Pendred (Penny) Noyce is a physician, educator, and writer. She grew up in Silicon Valley,
California, surrounded by apricot orchards and fields of mustard. Along with her brother and sisters
she rode ponies, played Indians, put on plays, and explored the countryside. The landscape was
rapidly changing, in part as a result of the work of her father, Robert Noyce, co-inventor of the
integrated circuit (computer chip) and one of the founders of Intel.

Penny attended Harvard University, then Stanford University School of Medicine. She did her
residency in internal medicine at the University of Minnesota, then moved to the Boston area to marry
her medical school classmate, Leo Liu. She worked in a community health center, but after 1990 she
began splitting her time between medical practice and the Noyce Foundation, an educational
foundation established in her father’s honor.
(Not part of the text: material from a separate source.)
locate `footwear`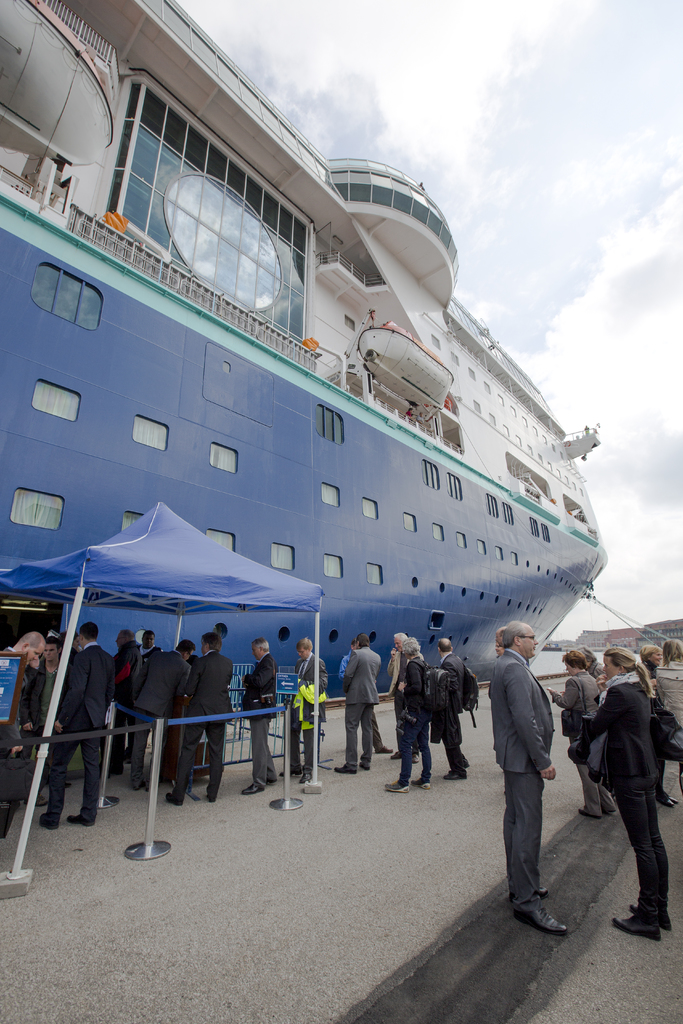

Penny became a leader in mathematics and science
education reform in Massachusetts. She helped lead several National Science Foundation projects,
helped establish the Rennie Center for Education Research and Policy, and continues to serve on the
boards of multiple educational non-profits, the Libra Foundation of Maine, and of course the Noyce
Foundation.

Penny has five children. After the youngest was born, she stepped away from the daily practice of
medicine. As the first of her children left for college, she returned to an old love, writing. Lost in
Lexicon, her first book for children, was written for her son Damian’s ninth birthday. Penny lives with
her husband and children (the children come and go) in the western suburbs of Boston.